CWE-401
AllowedMissing Release of Memory after Effective Lifetime
Abstraction: Variant · Status: Draft
The product does not sufficiently track and release allocated memory after it has been used, making the memory unavailable for reallocation and reuse.
2001 vulnerabilities reference this CWE, most recent first.
GHSA-XXVW-MMRH-6CR5
Vulnerability from github – Published: 2025-05-20 18:30 – Updated: 2025-12-17 21:30In the Linux kernel, the following vulnerability has been resolved:
drm/v3d: Add job to pending list if the reset was skipped
When a CL/CSD job times out, we check if the GPU has made any progress since the last timeout. If so, instead of resetting the hardware, we skip the reset and let the timer get rearmed. This gives long-running jobs a chance to complete.
However, when timedout_job() is called, the job in question is removed
from the pending list, which means it won't be automatically freed through
free_job(). Consequently, when we skip the reset and keep the job
running, the job won't be freed when it finally completes.
This situation leads to a memory leak, as exposed in [1] and [2].
Similarly to commit 704d3d60fec4 ("drm/etnaviv: don't block scheduler when GPU is still active"), this patch ensures the job is put back on the pending list when extending the timeout.
{
"affected": [],
"aliases": [
"CVE-2025-37951"
],
"database_specific": {
"cwe_ids": [
"CWE-401"
],
"github_reviewed": false,
"github_reviewed_at": null,
"nvd_published_at": "2025-05-20T16:15:33Z",
"severity": "MODERATE"
},
"details": "In the Linux kernel, the following vulnerability has been resolved:\n\ndrm/v3d: Add job to pending list if the reset was skipped\n\nWhen a CL/CSD job times out, we check if the GPU has made any progress\nsince the last timeout. If so, instead of resetting the hardware, we skip\nthe reset and let the timer get rearmed. This gives long-running jobs a\nchance to complete.\n\nHowever, when `timedout_job()` is called, the job in question is removed\nfrom the pending list, which means it won\u0027t be automatically freed through\n`free_job()`. Consequently, when we skip the reset and keep the job\nrunning, the job won\u0027t be freed when it finally completes.\n\nThis situation leads to a memory leak, as exposed in [1] and [2].\n\nSimilarly to commit 704d3d60fec4 (\"drm/etnaviv: don\u0027t block scheduler when\nGPU is still active\"), this patch ensures the job is put back on the\npending list when extending the timeout.",
"id": "GHSA-xxvw-mmrh-6cr5",
"modified": "2025-12-17T21:30:29Z",
"published": "2025-05-20T18:30:56Z",
"references": [
{
"type": "ADVISORY",
"url": "https://nvd.nist.gov/vuln/detail/CVE-2025-37951"
},
{
"type": "WEB",
"url": "https://git.kernel.org/stable/c/12125f7d9c15e6d8ac91d10373b2db2f17dcf767"
},
{
"type": "WEB",
"url": "https://git.kernel.org/stable/c/35e4079bf1a2570abffce6ababa631afcf8ea0e5"
},
{
"type": "WEB",
"url": "https://git.kernel.org/stable/c/422a8b10ba42097a704d6909ada2956f880246f2"
},
{
"type": "WEB",
"url": "https://git.kernel.org/stable/c/5235b56b7e5449d990d21d78723b1a5e7bb5738e"
},
{
"type": "WEB",
"url": "https://git.kernel.org/stable/c/a5f162727b91e480656da1876247a91f651f76de"
},
{
"type": "WEB",
"url": "https://lists.debian.org/debian-lts-announce/2025/08/msg00010.html"
}
],
"schema_version": "1.4.0",
"severity": [
{
"score": "CVSS:3.1/AV:L/AC:L/PR:L/UI:N/S:U/C:N/I:N/A:H",
"type": "CVSS_V3"
}
]
}
Mitigation MIT-41
Strategy: Libraries or Frameworks
- Choose a language or tool that provides automatic memory management, or makes manual memory management less error-prone.
- For example, glibc in Linux provides protection against free of invalid pointers.
- When using Xcode to target OS X or iOS, enable automatic reference counting (ARC) [REF-391].
- To help correctly and consistently manage memory when programming in C++, consider using a smart pointer class such as std::auto_ptr (defined by ISO/IEC ISO/IEC 14882:2003), std::shared_ptr and std::unique_ptr (specified by an upcoming revision of the C++ standard, informally referred to as C++ 1x), or equivalent solutions such as Boost.
Mitigation
Use an abstraction library to abstract away risky APIs. Not a complete solution.
Mitigation
Consider using the Boehm-Demers-Weiser garbage collector (bdwgc), which can help avoid leaks.
No CAPEC attack patterns related to this CWE.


(What this task involves): Your task is to repeat the entries exactly. Leave the pictures out.

___ Records to process

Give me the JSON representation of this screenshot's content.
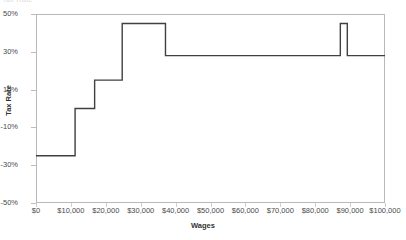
{
  "top_title": "Tax Rate",
  "axes": {
    "ylabel": "Tax Rate",
    "xlabel": "Wages",
    "yticks": [
      "50%",
      "30%",
      "10%",
      "-10%",
      "-30%",
      "-50%"
    ],
    "ytick_values": [
      50,
      30,
      10,
      -10,
      -30,
      -50
    ],
    "xticks": [
      "$0",
      "$10,000",
      "$20,000",
      "$30,000",
      "$40,000",
      "$50,000",
      "$60,000",
      "$70,000",
      "$80,000",
      "$90,000",
      "$100,000"
    ],
    "xtick_values": [
      0,
      10000,
      20000,
      30000,
      40000,
      50000,
      60000,
      70000,
      80000,
      90000,
      100000
    ]
  },
  "style": {
    "line_color": "#404040",
    "frame_color": "#b9b9b9",
    "background": "#ffffff"
  },
  "chart_data": {
    "type": "line",
    "title": "Tax Rate",
    "xlabel": "Wages",
    "ylabel": "Tax Rate",
    "xlim": [
      0,
      100000
    ],
    "ylim": [
      -50,
      50
    ],
    "grid": false,
    "legend": "none",
    "step_style": "post",
    "series": [
      {
        "name": "Effective marginal tax rate",
        "x": [
          0,
          11200,
          11200,
          16800,
          16800,
          24700,
          24700,
          37100,
          37100,
          87200,
          87200,
          89200,
          89200,
          100000
        ],
        "values": [
          -25,
          -25,
          0,
          0,
          15,
          15,
          45,
          45,
          28,
          28,
          45,
          45,
          28,
          28
        ]
      }
    ],
    "segments": [
      {
        "wage_from": 0,
        "wage_to": 11200,
        "rate": -25
      },
      {
        "wage_from": 11200,
        "wage_to": 16800,
        "rate": 0
      },
      {
        "wage_from": 16800,
        "wage_to": 24700,
        "rate": 15
      },
      {
        "wage_from": 24700,
        "wage_to": 37100,
        "rate": 45
      },
      {
        "wage_from": 37100,
        "wage_to": 87200,
        "rate": 28
      },
      {
        "wage_from": 87200,
        "wage_to": 89200,
        "rate": 45
      },
      {
        "wage_from": 89200,
        "wage_to": 100000,
        "rate": 28
      }
    ]
  }
}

______

(Reply):
Give me the JSON representation of this screenshot's content.
{
  "top_title": "Tax Rate",
  "axes": {
    "ylabel": "Tax Rate",
    "xlabel": "Wages",
    "yticks": [
      "50%",
      "30%",
      "10%",
      "-10%",
      "-30%",
      "-50%"
    ],
    "ytick_values": [
      50,
      30,
      10,
      -10,
      -30,
      -50
    ],
    "xticks": [
      "$0",
      "$10,000",
      "$20,000",
      "$30,000",
      "$40,000",
      "$50,000",
      "$60,000",
      "$70,000",
      "$80,000",
      "$90,000",
      "$100,000"
    ],
    "xtick_values": [
      0,
      10000,
      20000,
      30000,
      40000,
      50000,
      60000,
      70000,
      80000,
      90000,
      100000
    ]
  },
  "style": {
    "line_color": "#404040",
    "frame_color": "#b9b9b9",
    "background": "#ffffff"
  },
  "chart_data": {
    "type": "line",
    "title": "Tax Rate",
    "xlabel": "Wages",
    "ylabel": "Tax Rate",
    "xlim": [
      0,
      100000
    ],
    "ylim": [
      -50,
      50
    ],
    "grid": false,
    "legend": "none",
    "step_style": "post",
    "series": [
      {
        "name": "Effective marginal tax rate",
        "x": [
          0,
          11200,
          11200,
          16800,
          16800,
          24700,
          24700,
          37100,
          37100,
          87200,
          87200,
          89200,
          89200,
          100000
        ],
        "values": [
          -25,
          -25,
          0,
          0,
          15,
          15,
          45,
          45,
          28,
          28,
          45,
          45,
          28,
          28
        ]
      }
    ],
    "segments": [
      {
        "wage_from": 0,
        "wage_to": 11200,
        "rate": -25
      },
      {
        "wage_from": 11200,
        "wage_to": 16800,
        "rate": 0
      },
      {
        "wage_from": 16800,
        "wage_to": 24700,
        "rate": 15
      },
      {
        "wage_from": 24700,
        "wage_to": 37100,
        "rate": 45
      },
      {
        "wage_from": 37100,
        "wage_to": 87200,
        "rate": 28
      },
      {
        "wage_from": 87200,
        "wage_to": 89200,
        "rate": 45
      },
      {
        "wage_from": 89200,
        "wage_to": 100000,
        "rate": 28
      }
    ]
  }
}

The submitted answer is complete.